Provides the core of Alterior: the ability to declare, configure, bootstrap and execute an application composed of executable modules and their dependencies.

Installation

npm install @alterior/runtime

Usage

An Alterior application consists of an "entry" module and its dependency imports. You "bootstrap" the entry module which causes dependencies to be resolved, an application to be constructed, and modules to be executed.

You should define your entry module in its own file (app.module.ts).

@Module({
    imports: [ LoggerModule ]
})
export class AppModule {
    constructor(
        private logger : Logger
    ) {
    }

    altOnInit() {
        this.logger.info('Hello, world!');
    }
}

A separate entrypoint file (main.ts) should handle bootstrapping the entry module.

import { Application } from '@alterior/runtime';
import { AppModule } from './app.module';

Application.bootstrap(AppModule);

Module Lifecycle Events

Each Alterior module is the coupling of a unit of execution (the Module class) and a set of services used by the unit and/or made available to other modules which depend on it.

Modules can optionally define lifecycle methods which are invoked by the runtime. When a module is first bootstrapped, altOnInit() is run. A simple one-shot execution module should implement its business logic in altOnInit().

altOnStart() is called once when the application starts, and altOnStop() is called before the application is terminated, so as to give the module an opportunity to gracefully shut down. If you want the ability to dynamically control the start/stop status of your module, you should use Roles.

Roles

Many execution modules represent a service which can be turned on and off.

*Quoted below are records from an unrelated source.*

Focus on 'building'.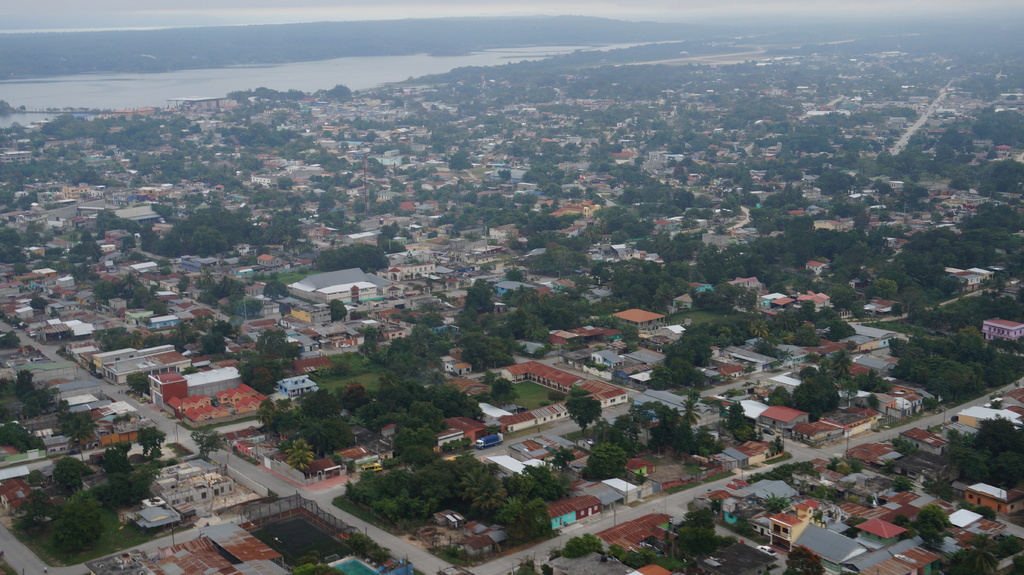
Focused at (92, 223, 138, 247).
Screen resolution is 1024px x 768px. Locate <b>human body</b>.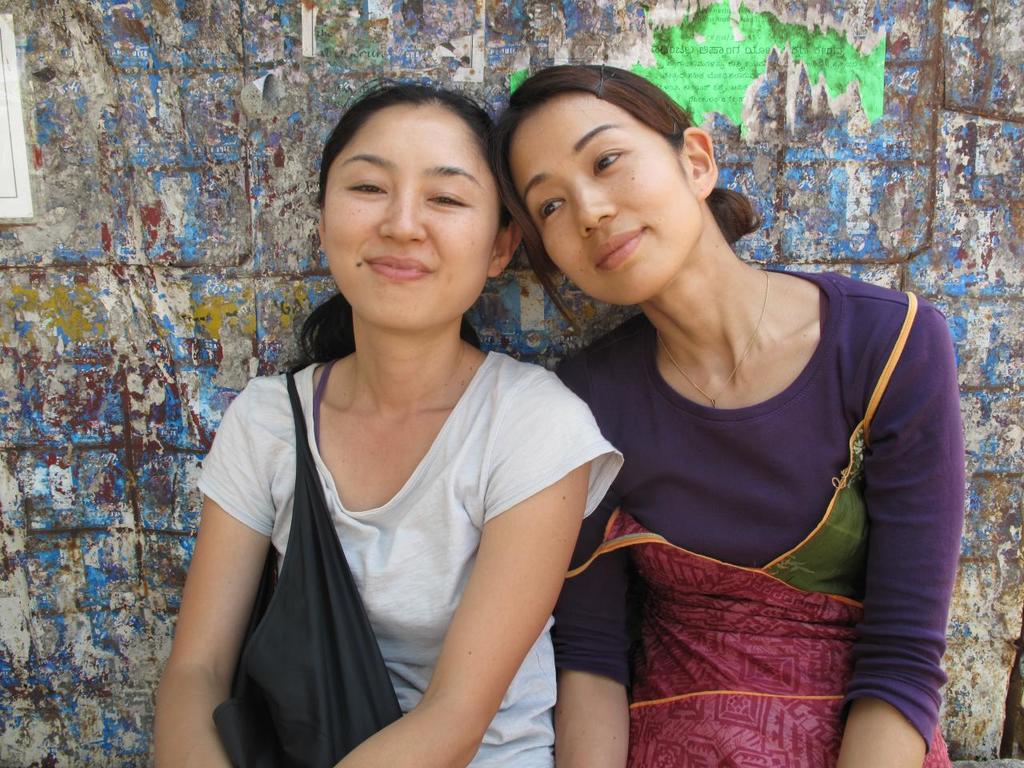
[x1=498, y1=84, x2=951, y2=767].
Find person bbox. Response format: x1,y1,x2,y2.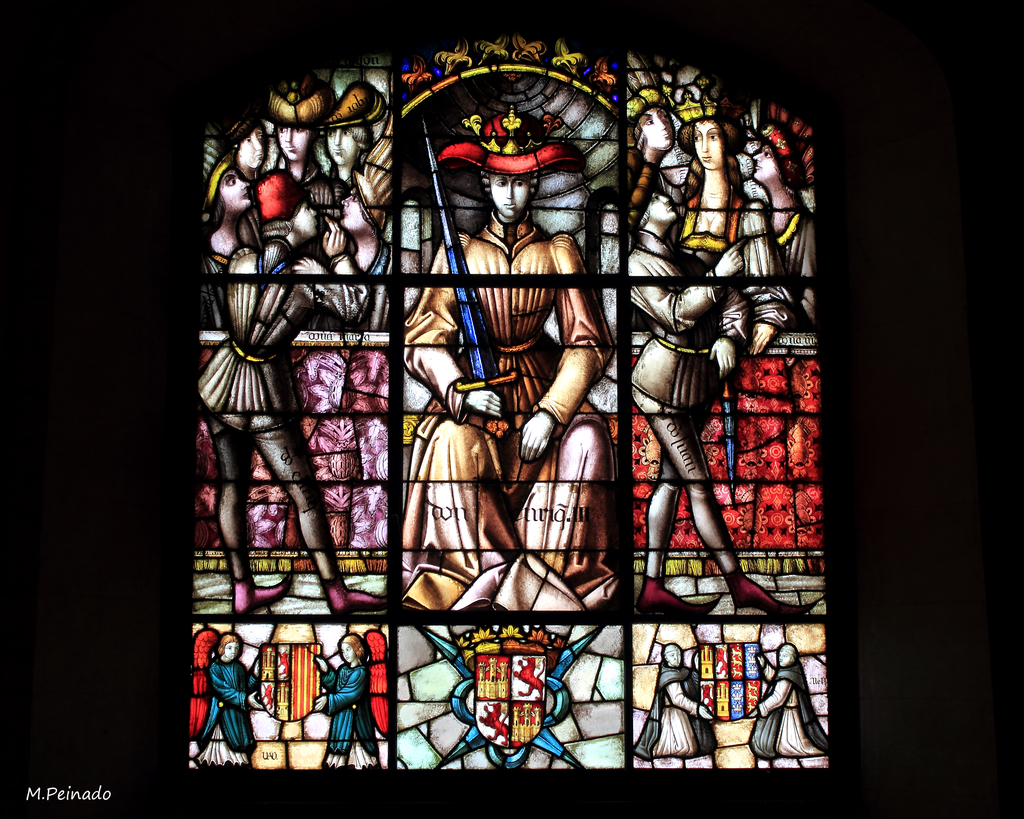
289,133,390,329.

Alterior has support baked in for this with Roles. Such modules can register a Role which allows the status of the service to be controlled and queried programmatically by using the RolesService injectable service.

To register a role, use RolesService.registerRole(roleRegistration). You will need to provide start() and stop() methods which will be executed when the roles service decides to start/stop your role. You will also need to specify an identifier which is used when referring to the role in configuration and the environment.

Configuring enabled roles

When an Alterior app is bootstrapped, the ALT_ROLES_ONLY/ALT_ROLES_ALL_EXCEPT environment variables are inspected to determine which roles should be started when the application starts. The variables are comma-delimited lists of role identifiers that should be started or ignored. By default all registered roles are started. If both variables are specified, ALT_ROLES_ONLY takes precedence.

Alternatively you can specify roles via the command line when the application is started using one of the following options:

--roles-only,   -r [role,...]  Enable only the specified roles
--roles-except, -R [role,...]  Enable all roles except the specified roles

For example, to enable only the web-server and tasks roles:

node dist/main.js -r web-server,tasks

Stopping the application

The application can be explicitly stopped by injecting Runtime and calling the shutdown() method. This causes the altOnStop() lifecycle event to be run for all loaded modules, and execution to be stopped with process.exit(). If you wish to stop all modules of the application without exiting the process, use Runtime.stop() instead.

Custom Lifecycle Events

You can programmatically trigger custom lifecycle events by calling Runtime.fireEvent(eventName).

eventName should be an UpperCamelCase string. The method executed on modules will be alt${eventName}, so if you specify DoSomething, then the method altDoSomething() will be executed on each module which implements it.

Self Test

Passing --self-test to your application will cause Alterior to stop after the application is bootstrapped and perform a successful exit. This can be used as a sanity check to make sure that your service starts correctly while building.